MY DEAR MR. HARLEY,—… There are many hopeful signs, as you say, not the least of which is that the Supreme Court has at last been moved to amend its equity rules. The whole agitation for judicial recall will do good because it will not lead to judicial recall but to the securing of a superior order of men on the bench and to simplified procedure. I find that it is better to decide matters promptly and sometimes wrongly than to have long delays. The people have very little confidence in our courts, and this is because of one reason: Our judges are not self-owned; either they are dominated by a political machine or by associations of an even worse character. Few men on the bench are corrupt; many of them are lazy, and others are chosen from the class who feel with property interests exclusively. I am heartily in sympathy with a movement such as that you are promoting. It is in my opinion a very practical way—perhaps the only practical way—of heading off universal judicial recall. This is a Democracy and the people are going to have men and methods adopted that will give them the kind of judicial procedure that they want. They are not going to be unfair unless driven to be radical by intolerable conditions. …
Sincerely yours,
FRANKLIN K. LANE
Immediately after Woodrow Wilson's election in November, telegrams and letters from different parts of the country, and especially from his many friends in California, began to reach Lane asking that he should consider himself available for a Cabinet position, offering support and requesting his permission for them to make a strong effort in his behalf. This he emphatically refused, saying that he was not a candidate, but in spite of his refusals, editorials began to appear in many Western papers.
To Charles K. McClatchy Sacramento Bee
Washington, November 25, 1912
MY DEAR CHARLES,—I received your note and this morning have a copy of the paper containing the cartoon on "Unfinished Business," the original of which, by the way, I should like to have for my library. …
I know absolutely nothing about the suggestion made by the Call as to my being appointed to the Cabinet. I rather think that it was Ernest Simpson's friendly act, though I have not heard from him at all. Three men have been to me from the Coast who wanted to be in the Cabinet, and I have told each one the same thing:—That I was not a candidate; that no one would speak to the President for me with my consent; but that I would not say that I would not accept an appointment, because I would do almost anything to make Wilson's administration a success, for I believe that he has faced the right way and the only difficulty that he will have will be in securing strong enough support to carry out his own policies. I think he lacks somewhat in adroitness and that his campaign was much less radical than he would voluntarily have made it. I do not know him and shall not go near him unless he sends for me. If he does send for me I shall tell him the truth regarding anybody of whom he speaks to me. I shall advocate nobody. I am not going to be a job peddler or solicitor. My present position makes all the demand upon my imagination, initiative, and capacity that my abilities justify. I could not work any harder or do any better work for the people in any position that the Government has to give. I am not at all enamored of the honor of a Cabinet place.
Now, I am talking to you in the utmost frankness as if you were sitting just across the table from me. Of course what I am saying to you is absolutely private and personal. …
We will just let this matter rest "on the knees of the gods," and I shall try to serve with as little personal ambition moving me as is possible with a man who has some temperament.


**Task requirements:**
Select the lines of the records containing the word "side" and list them.

**Records for processing:**
_ _ _ _ _ _ _

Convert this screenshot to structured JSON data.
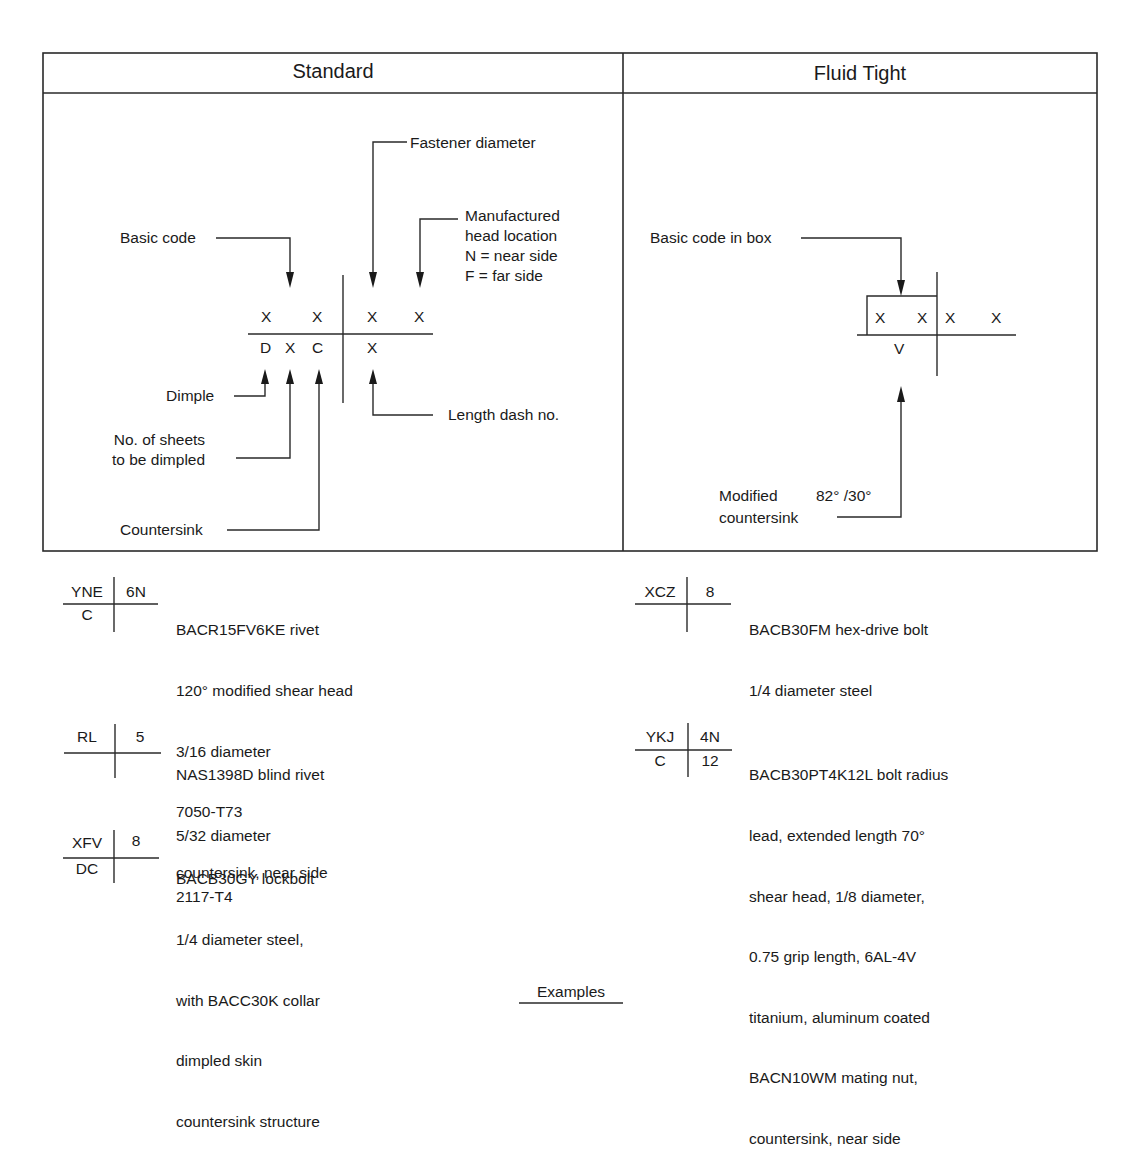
{
  "table": {
    "columns": [
      {
        "title": "Standard"
      },
      {
        "title": "Fluid Tight"
      }
    ]
  },
  "standard": {
    "labels": {
      "fastener_diameter": "Fastener diameter",
      "manufactured": [
        "Manufactured",
        "head location",
        "N = near side",
        "F = far side"
      ],
      "basic_code": "Basic code",
      "dimple": "Dimple",
      "sheets": [
        "No. of sheets",
        "to be dimpled"
      ],
      "countersink": "Countersink",
      "length_dash": "Length dash no."
    },
    "grid": {
      "top": [
        "X",
        "X",
        "X",
        "X"
      ],
      "bottom": [
        "D",
        "X",
        "C",
        "X"
      ]
    }
  },
  "fluid_tight": {
    "labels": {
      "basic_code_box": "Basic code in box",
      "modified": "Modified",
      "angle": "82° /30°",
      "countersink": "countersink"
    },
    "grid": {
      "top": [
        "X",
        "X",
        "X",
        "X"
      ],
      "bottom": [
        "V"
      ]
    }
  },
  "examples": {
    "left": [
      {
        "tl": "YNE",
        "tr": "6N",
        "bl": "C",
        "br": "",
        "desc": [
          "BACR15FV6KE rivet",
          "120° modified shear head",
          "3/16 diameter",
          "7050-T73",
          "countersink, near side"
        ]
      },
      {
        "tl": "RL",
        "tr": "5",
        "bl": "",
        "br": "",
        "desc": [
          "NAS1398D blind rivet",
          "5/32 diameter",
          "2117-T4"
        ]
      },
      {
        "tl": "XFV",
        "tr": "8",
        "bl": "DC",
        "br": "",
        "desc": [
          "BACB30GY lockbolt",
          "1/4 diameter steel,",
          "with BACC30K collar",
          "dimpled skin",
          "countersink structure"
        ]
      }
    ],
    "right": [
      {
        "tl": "XCZ",
        "tr": "8",
        "bl": "",
        "br": "",
        "desc": [
          "BACB30FM hex-drive bolt",
          "1/4 diameter steel"
        ]
      },
      {
        "tl": "YKJ",
        "tr": "4N",
        "bl": "C",
        "br": "12",
        "desc": [
          "BACB30PT4K12L bolt radius",
          "lead, extended length 70°",
          "shear head, 1/8 diameter,",
          "0.75 grip length, 6AL-4V",
          "titanium, aluminum coated",
          "BACN10WM mating nut,",
          "countersink, near side"
        ]
      }
    ]
  },
  "caption": "Examples"
}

_ _ _ _ _ _ _

**Answer section:**
        "N = near side",
        "F = far side"
          "countersink, near side"
          "countersink, near side"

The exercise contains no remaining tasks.